On 03/01/2020 04:24, Zengtao (B) wrote:
>>> From your example, the core 7 and core 8 has got different LLC but the
>> same Low
>>> Level cache?
>>
>> AFAIA what matters here is memory controllers, less so LLCs. Cores within
>> a single die could have private LLCs and separate memory controllers, or
>> shared LLC and separate memory controllers.
>>
>>> From schedule view of point, lower level sched domain should be a subset
>> of higher
>>> Level sched domain.
>>>
>>
>> Right, and that is checked when you have sched_debug on the cmdline
>> (or write 1 to /sys/kernel/debug/sched_debug & regenerate the sched
>> domains)
>>
> 
> No, here I think you don't get my issue, please try to understand my example
> First:.
> 
> *************************************
> NUMA:         0-2,  3-7
> core_siblings:    0-3,  4-7
> *************************************
> When we are building the sched domain, per the current code:
> (1) For core 3
>  MC sched domain fallbacks to 3~7
>  DIE sched domain is 3~7
> (2) For core 4:
>  MC sched domain is 4~7
>  DIE sched domain is 3~7
> 
> When we are build sched groups for the MC level:
> (1). core3's sched groups chain is built like as: 3->4->5->6->7->3 
> (2). core4's sched groups chain is built like as: 4->5->6->7->4 
> so after (2), 
> core3's sched groups is overlapped, and it's not a chain any more.
> In the afterwards usecase of core3's sched groups, deadloop happens.
> 
> And it's difficult for the scheduler to find out such errors,
> that is why I think a warning is necessary here.
> 

I was mostly commenting on Sudeep's example, sorry for the confusion.

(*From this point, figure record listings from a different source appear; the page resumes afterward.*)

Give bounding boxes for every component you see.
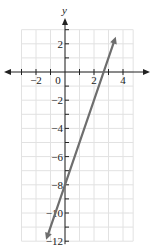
axes [4, 18, 150, 244]
x-tick-label: 2 [91, 74, 97, 86]
y-axis-label: y [61, 4, 67, 16]
grid [22, 30, 134, 242]
y-tick-label: 2 [58, 38, 64, 50]
x-tick-label: 0 [55, 74, 61, 86]
y-tick-label: −4 [51, 122, 63, 134]
y-tick-label: −6 [51, 151, 63, 163]
x-tick-label: 4 [120, 74, 126, 86]
x-axis-right-arrow-icon [143, 69, 150, 75]
y-tick-label: −2 [51, 94, 63, 106]
y-axis-arrow-icon [62, 18, 68, 25]
x-tick-label: −2 [30, 74, 42, 86]
graph: −20242−2−4−6−8−10−12 y [0, 0, 152, 249]
x-axis-left-arrow-icon [4, 69, 11, 75]
y-tick-label: −8 [51, 179, 63, 191]
data-line [45, 37, 117, 240]
line-series [48, 41, 114, 235]
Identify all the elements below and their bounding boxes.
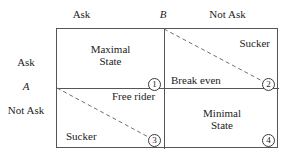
- row-header-ask: Ask: [0, 56, 52, 68]
- row-player-label-a: A: [0, 80, 52, 92]
- quadrant-ask-ask-title: Maximal State: [57, 43, 164, 67]
- label-break-even: Break even: [171, 74, 221, 86]
- label-free-rider: Free rider: [112, 90, 155, 102]
- column-header-ask: Ask: [0, 8, 163, 20]
- matrix-frame: Maximal State Sucker Sucker Minimal Stat…: [56, 28, 278, 148]
- row-header-not-ask: Not Ask: [0, 104, 52, 116]
- marker-circled-3: 3: [148, 134, 161, 147]
- marker-circled-2: 2: [262, 78, 275, 91]
- payoff-matrix-figure: Ask B Not Ask Ask A Not Ask Maximal Stat…: [0, 0, 293, 158]
- quadrant-notask-notask-title: Minimal State: [165, 107, 279, 131]
- marker-circled-4: 4: [262, 134, 275, 147]
- marker-circled-1: 1: [148, 78, 161, 91]
- column-header-not-ask: Not Ask: [176, 8, 279, 20]
- column-player-label-b: B: [150, 8, 176, 20]
- quadrant-notask-ask-sucker-label: Sucker: [66, 130, 97, 142]
- quadrant-ask-notask-sucker-label: Sucker: [239, 37, 270, 49]
- quadrant-ask-ask: Maximal State: [57, 29, 164, 88]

The case you describe in the changelog (and again here in your reply)
is indeed slightly different, and quite more dramatic (we "corrupt" the
sched_group list).

I believe that could still be detected by the scheduler: the problem is
that we have non-equal yet non-disjoint non-NUMA sched domain spans; AFAIA
the only accepted configurations are either completely equal or completely
disjoint (otherwise we end up "corrupting" the sched group chain as above,
because we violate the assumptions used for building groups, see
topology.c::get_group()).

I'm juggling with other things atm, but let me have a think and see if we
couldn't detect that in the scheduler itself.

>> Now, I don't know how this plays out for the numa-in-package topologies
>> like
>> the one suggested by Sudeep. x86 and AMD had to play some games to
>> get
>> numa-in-package topologies working, see e.g.
>>
>>   cebf15eb09a2 ("x86, sched: Add new topology for multi-NUMA-node
>> CPUs")
>>
>> perhaps you need to "lie" here and ensure sub-NUMA sched domain levels
>> are
>> a subset of the NUMA levels, i.e. lie for core_siblings. I might go and
>> play with this to see how it behaves.